Menu

Command-line usage

Bogdan Drozdowski

Type 'info imyplay' to get help.

Syntax:

imyplay [options] file.imy [...]

Command line options (in the full version):

-d|--device dev

Try to use the given device (ALSA, OSS, GStreamer, PC-speaker), driver ID (libao), server name (JACK1, PulseAudio) for sound output or the sampling rate and samples' format (case-insensitive: s16le, s16be, u16le, u16be, s8le, s8be, u8le, u8be), e.g. "--dev 44100:s16le" for the FILE, Allegro, PortAudio and SDL backends.

-e|--exec program

Execute the given program instead of normal sound output. Read below for options. Overrides -o/--output and -f/--file.

-f|--file file

Write raw samples to this file instead of normal sound output. Overrides -o/--output. Changes any ".imy" file extension to ".raw" in the output file's name if filename not provided.

-h|--help

Print help.

-l|--license

Print license information.

--midi-instr number

Use the given MIDI instrument number in MIDI output.

-o|--output system

Use the given sound output system (allegro, sdl, alsa, oss, ao/libao, portaudio/port, jack, pulseaudio/pulse, gstreamer/gst, speaker/pcspeaker/spkr/pcspkr). Names are NOT case-sensitive. PC-Speaker output under Linux may require the "snd-pcsp" kernel module to be loaded and permissions to access /dev/console.

--to-midi

Convert the given files to MIDI format (if the target file exists, it is deleted). Overrides -o/--output, -f/--file and -e/--exec. Changes any ".imy" file extension to ".mid" in the output file's name if filename not provided.

-V|--version

Print version numbers.

Alternatively to using the --output option, you can launch the program as imyplay-alsa, imyplay-allegro and so on (these can be symbolic links or copies of the executable file). This overrides the default order of output systems, but does NOT override the --to-midi, -f/--file and -e/--exec options.

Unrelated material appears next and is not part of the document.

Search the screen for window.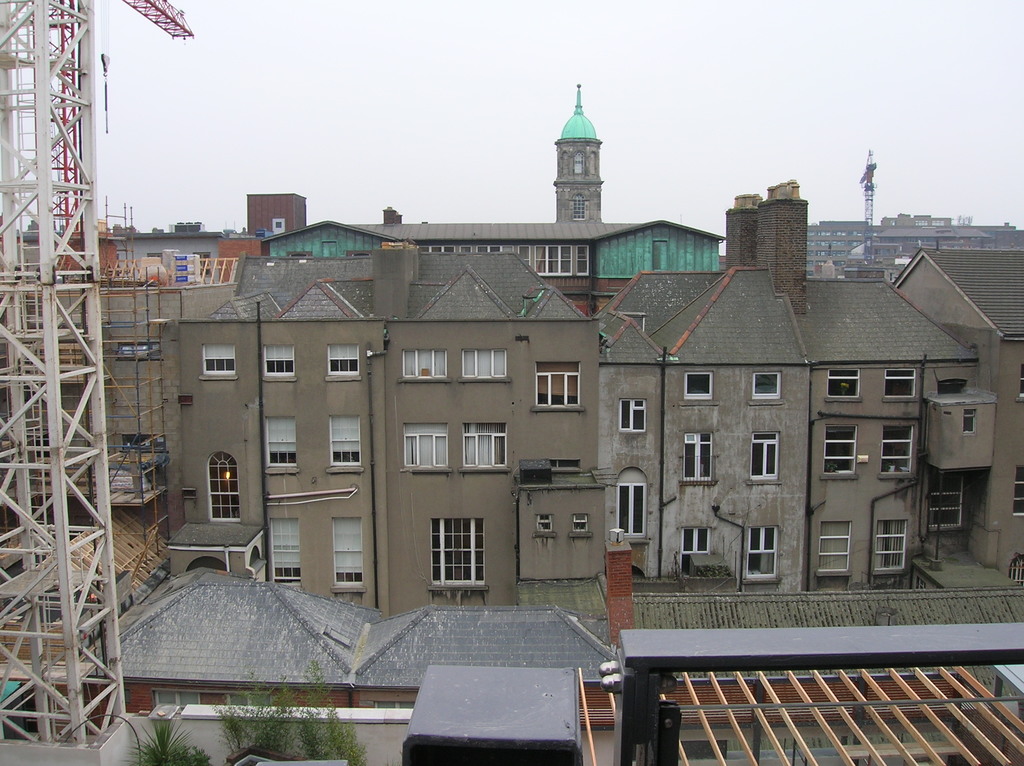
Found at [x1=264, y1=346, x2=298, y2=381].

Executed program's options - you can pass the following expressions in theprogram argument and these will get substituted by the correct values when the program is about to be started:

%i - the tone frequency as an integer (rounded), example: 523. Zero means a pause.
%f - the tone frequency as a floating point number (accurate), example: 523.250916. Zero means a pause.
%d - the tone/pause duration in seconds as an integer (rounded), example: 1. This equals to %m divided by 1000.
%s - the tone/pause duration in seconds as a floating point number (accurate), example: 1.25. This equals to %l divided by 1000.
%m - the tone/pause duration in milliseconds as an integer (rounded), example: 1250. This equals to %d (not rounded) times 1000.
%l - the tone/pause duration in milliseconds as a floating point number (accurate), example: 1250.3. This equals to %s (not rounded) times 1000.
%v - the tone's volume, from 0 to 15 inclusive.

Any other %X expressions will NOT be altered.

JACK output: if the JACK server doesn't start automatically, you can run it yourself with e.g.